→ **Work to be completed**
Every record shown below should be duplicated exactly.

→ **Records shown**
........
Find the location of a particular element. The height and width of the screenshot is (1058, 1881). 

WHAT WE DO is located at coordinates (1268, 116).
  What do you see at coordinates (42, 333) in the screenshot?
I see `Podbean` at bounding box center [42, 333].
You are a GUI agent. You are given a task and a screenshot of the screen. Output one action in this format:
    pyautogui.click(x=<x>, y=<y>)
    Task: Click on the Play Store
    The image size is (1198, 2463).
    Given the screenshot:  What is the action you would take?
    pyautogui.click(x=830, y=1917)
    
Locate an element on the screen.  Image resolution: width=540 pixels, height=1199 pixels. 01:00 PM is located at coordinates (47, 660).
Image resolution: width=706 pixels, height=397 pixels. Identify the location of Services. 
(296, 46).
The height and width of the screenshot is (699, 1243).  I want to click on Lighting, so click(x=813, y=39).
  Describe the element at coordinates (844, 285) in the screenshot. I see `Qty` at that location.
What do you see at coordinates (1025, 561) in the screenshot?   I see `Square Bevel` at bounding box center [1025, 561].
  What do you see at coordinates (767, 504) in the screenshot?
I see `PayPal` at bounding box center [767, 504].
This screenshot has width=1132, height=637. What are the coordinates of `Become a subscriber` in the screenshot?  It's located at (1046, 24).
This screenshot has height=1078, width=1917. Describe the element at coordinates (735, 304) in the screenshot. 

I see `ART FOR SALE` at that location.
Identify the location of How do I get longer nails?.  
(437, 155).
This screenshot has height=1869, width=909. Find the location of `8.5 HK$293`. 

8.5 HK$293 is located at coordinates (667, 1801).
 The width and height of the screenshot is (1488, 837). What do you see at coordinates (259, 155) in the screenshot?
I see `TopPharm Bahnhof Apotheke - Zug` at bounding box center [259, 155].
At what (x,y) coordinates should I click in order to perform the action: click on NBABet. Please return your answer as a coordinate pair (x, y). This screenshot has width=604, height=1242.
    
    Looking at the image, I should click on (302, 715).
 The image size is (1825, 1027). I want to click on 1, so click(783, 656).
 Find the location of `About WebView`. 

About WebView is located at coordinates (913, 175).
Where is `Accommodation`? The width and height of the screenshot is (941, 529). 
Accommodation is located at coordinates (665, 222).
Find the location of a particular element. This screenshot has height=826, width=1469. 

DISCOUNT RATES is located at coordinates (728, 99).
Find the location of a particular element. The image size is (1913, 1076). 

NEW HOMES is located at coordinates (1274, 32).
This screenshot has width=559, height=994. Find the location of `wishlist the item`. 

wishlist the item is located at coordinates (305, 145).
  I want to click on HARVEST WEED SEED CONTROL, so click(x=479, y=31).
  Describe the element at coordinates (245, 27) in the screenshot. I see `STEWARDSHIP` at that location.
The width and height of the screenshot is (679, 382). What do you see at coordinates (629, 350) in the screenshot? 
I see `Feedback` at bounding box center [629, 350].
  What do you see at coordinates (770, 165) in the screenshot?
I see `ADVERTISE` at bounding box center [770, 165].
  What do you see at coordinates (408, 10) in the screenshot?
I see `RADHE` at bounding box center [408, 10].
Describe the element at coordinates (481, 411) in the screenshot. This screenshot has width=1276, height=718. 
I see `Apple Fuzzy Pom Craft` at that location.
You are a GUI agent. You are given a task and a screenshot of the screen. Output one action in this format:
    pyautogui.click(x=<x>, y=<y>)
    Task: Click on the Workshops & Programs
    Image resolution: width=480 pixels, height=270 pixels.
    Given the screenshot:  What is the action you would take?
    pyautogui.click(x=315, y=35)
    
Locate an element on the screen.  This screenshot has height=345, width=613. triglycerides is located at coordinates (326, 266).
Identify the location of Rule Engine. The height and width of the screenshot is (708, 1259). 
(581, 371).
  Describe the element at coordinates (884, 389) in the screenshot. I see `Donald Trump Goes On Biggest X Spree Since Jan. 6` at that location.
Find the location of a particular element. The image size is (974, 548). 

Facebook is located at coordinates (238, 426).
........
→ **Problem solution**
Find the location of a particular element. The height and width of the screenshot is (1058, 1881). 

WHAT WE DO is located at coordinates (1268, 116).
  What do you see at coordinates (42, 333) in the screenshot?
I see `Podbean` at bounding box center [42, 333].
You are a GUI agent. You are given a task and a screenshot of the screen. Output one action in this format:
    pyautogui.click(x=<x>, y=<y>)
    Task: Click on the Play Store
    The image size is (1198, 2463).
    Given the screenshot:  What is the action you would take?
    pyautogui.click(x=830, y=1917)
    
Locate an element on the screen.  Image resolution: width=540 pixels, height=1199 pixels. 01:00 PM is located at coordinates (47, 660).
Image resolution: width=706 pixels, height=397 pixels. Identify the location of Services. 
(296, 46).
The height and width of the screenshot is (699, 1243).  I want to click on Lighting, so click(x=813, y=39).
  Describe the element at coordinates (844, 285) in the screenshot. I see `Qty` at that location.
What do you see at coordinates (1025, 561) in the screenshot?   I see `Square Bevel` at bounding box center [1025, 561].
  What do you see at coordinates (767, 504) in the screenshot?
I see `PayPal` at bounding box center [767, 504].
This screenshot has width=1132, height=637. What are the coordinates of `Become a subscriber` in the screenshot?  It's located at (1046, 24).
This screenshot has height=1078, width=1917. Describe the element at coordinates (735, 304) in the screenshot. 

I see `ART FOR SALE` at that location.
Identify the location of How do I get longer nails?.  
(437, 155).
This screenshot has height=1869, width=909. Find the location of `8.5 HK$293`. 

8.5 HK$293 is located at coordinates (667, 1801).
 The width and height of the screenshot is (1488, 837). What do you see at coordinates (259, 155) in the screenshot?
I see `TopPharm Bahnhof Apotheke - Zug` at bounding box center [259, 155].
At what (x,y) coordinates should I click in order to perform the action: click on NBABet. Please return your answer as a coordinate pair (x, y). This screenshot has width=604, height=1242.
    
    Looking at the image, I should click on (302, 715).
 The image size is (1825, 1027). I want to click on 1, so click(783, 656).
 Find the location of `About WebView`. 

About WebView is located at coordinates (913, 175).
Where is `Accommodation`? The width and height of the screenshot is (941, 529). 
Accommodation is located at coordinates (665, 222).
Find the location of a particular element. This screenshot has height=826, width=1469. 

DISCOUNT RATES is located at coordinates (728, 99).
Find the location of a particular element. The image size is (1913, 1076). 

NEW HOMES is located at coordinates (1274, 32).
This screenshot has width=559, height=994. Find the location of `wishlist the item`. 

wishlist the item is located at coordinates (305, 145).
  I want to click on HARVEST WEED SEED CONTROL, so click(x=479, y=31).
  Describe the element at coordinates (245, 27) in the screenshot. I see `STEWARDSHIP` at that location.
The width and height of the screenshot is (679, 382). What do you see at coordinates (629, 350) in the screenshot? 
I see `Feedback` at bounding box center [629, 350].
  What do you see at coordinates (770, 165) in the screenshot?
I see `ADVERTISE` at bounding box center [770, 165].
  What do you see at coordinates (408, 10) in the screenshot?
I see `RADHE` at bounding box center [408, 10].
Describe the element at coordinates (481, 411) in the screenshot. This screenshot has width=1276, height=718. 
I see `Apple Fuzzy Pom Craft` at that location.
You are a GUI agent. You are given a task and a screenshot of the screen. Output one action in this format:
    pyautogui.click(x=<x>, y=<y>)
    Task: Click on the Workshops & Programs
    Image resolution: width=480 pixels, height=270 pixels.
    Given the screenshot:  What is the action you would take?
    pyautogui.click(x=315, y=35)
    
Locate an element on the screen.  This screenshot has height=345, width=613. triglycerides is located at coordinates (326, 266).
Identify the location of Rule Engine. The height and width of the screenshot is (708, 1259). 
(581, 371).
  Describe the element at coordinates (884, 389) in the screenshot. I see `Donald Trump Goes On Biggest X Spree Since Jan. 6` at that location.
Find the location of a particular element. The image size is (974, 548). 

Facebook is located at coordinates (238, 426).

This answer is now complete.